[iNews24 reporters Kwon Seo-ah and Park Ji-eun] With a union vote on Samsung Electronics’ tentative labor-management agreement scheduled to run from the 22nd, more than 9,000 employees in the Device Experience (DX) division joined a union on the 21st alone.
Industry sources say DX employees dissatisfied with the tentative agreement appear to have mobilized to vote against it.

The Donghaeng Union actively informed new members that anyone who joined by 2 p.m. that day would be eligible to vote.
A DX employee in his 30s said, “It’s not that we’re unhappy about receiving 6,000,000 KRW (about $4,500); we’re upset that DX-specific items that had been part of the bargaining agenda were removed.”
Some DX employees posted on internal bulletin boards that practical items—reducing unpaid overtime, long-service leave, and PaNet points—were removed, and that DX and CSS issues have effectively vanished from the bargaining table.

The Samsung Electronics third union, the Samsung Electronics Donghaeng Union, reported 11,172 members as of 2 p.m. that day.
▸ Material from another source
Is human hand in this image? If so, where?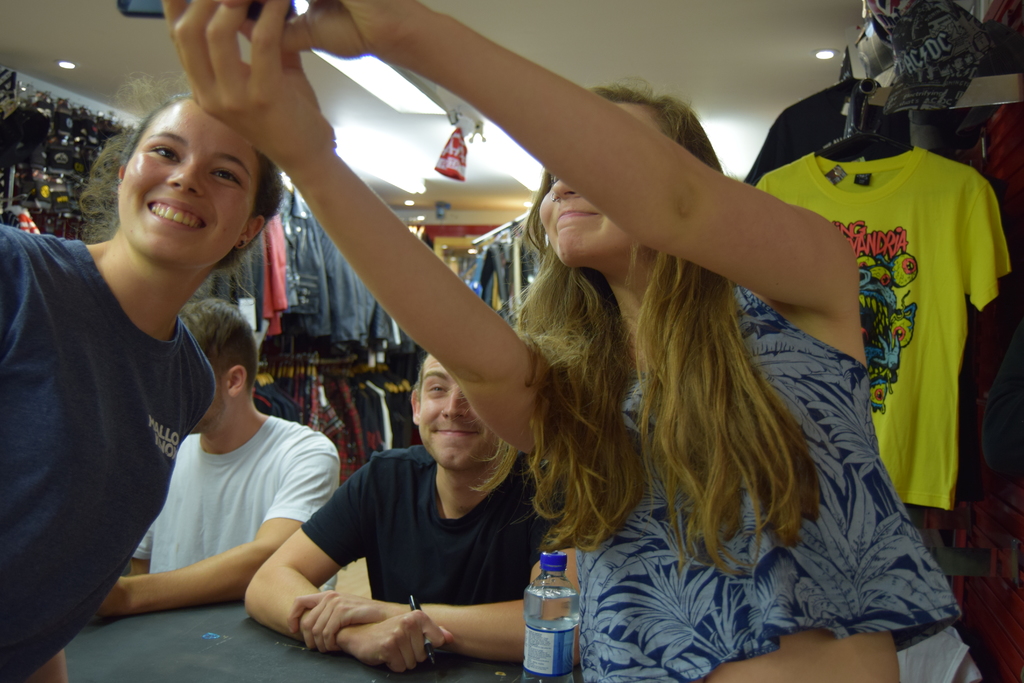
Yes, at pyautogui.locateOnScreen(286, 587, 387, 654).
The union had roughly 2,260 members in March, meaning its ranks have nearly quintupled since the tentative agreement was announced.
Membership in the second union, the National Samsung Electronics Labor Union (JeonSamNo), has also begun to rise again. It stood at 15,266 members on the 15th, dipped to 15,123 as of 9 a.m. on the 19th, and then climbed to 16,286 as of 1 p.m. on the 21st around the time of the tentative agreement announcement.
By contrast, the cross-company union’s Samsung Electronics branch, which had been the majority union, has been declining recently.
Its membership surged from about 6,500 in September last year to 75,000 as of April 15 this year, and reached roughly 76,000 at the general-strike rally on the 23rd of last month. Since then it fell to 70,985 as of 3 p.m. on the 20th and to 70,850 as of 2 p.m. on the 21st.
A Donghaeng Union official said, “I see this as a natural outcome. The DS division receives compensation even though it is a chronically loss-making unit, while DX—despite running a surplus—operates under the same standards. That leaves DX employees feeling marginalized.”
Samsung Electronics’ unions will hold a yes-or-no vote on the tentative agreement from the 22nd through the 27th.
Members of the cross-company union must pay union dues at least once after joining to obtain voting rights. By contrast, Donghaeng and JeonSamNo reportedly allow new members to vote immediately after joining without any dues-payment requirement.
As opposition grew, Choi Seung-ho, chair of the cross-company union’s Samsung Electronics branch, posted a separate statement that day.
Choi said, “I’ve received both support and complaints from members in LSI, foundry, shared organizations, and memory. I wanted to increase resources to bring everyone along as much as possible, but I regret that I couldn’t satisfy everyone.”
He added, “I don’t want to give up on the cross-company union, and I want to achieve better results with our members. There will be parts you can’t accept, but I hope you’ll stand with us.”
Meanwhile, the Donghaeng Union sent an official letter to the company that day, requesting a formal meeting with No Tae-moon, acting head of the DX division, and arguing that the company urgently needs measures to address the DX division’s exclusion from the 2026 wage negotiations.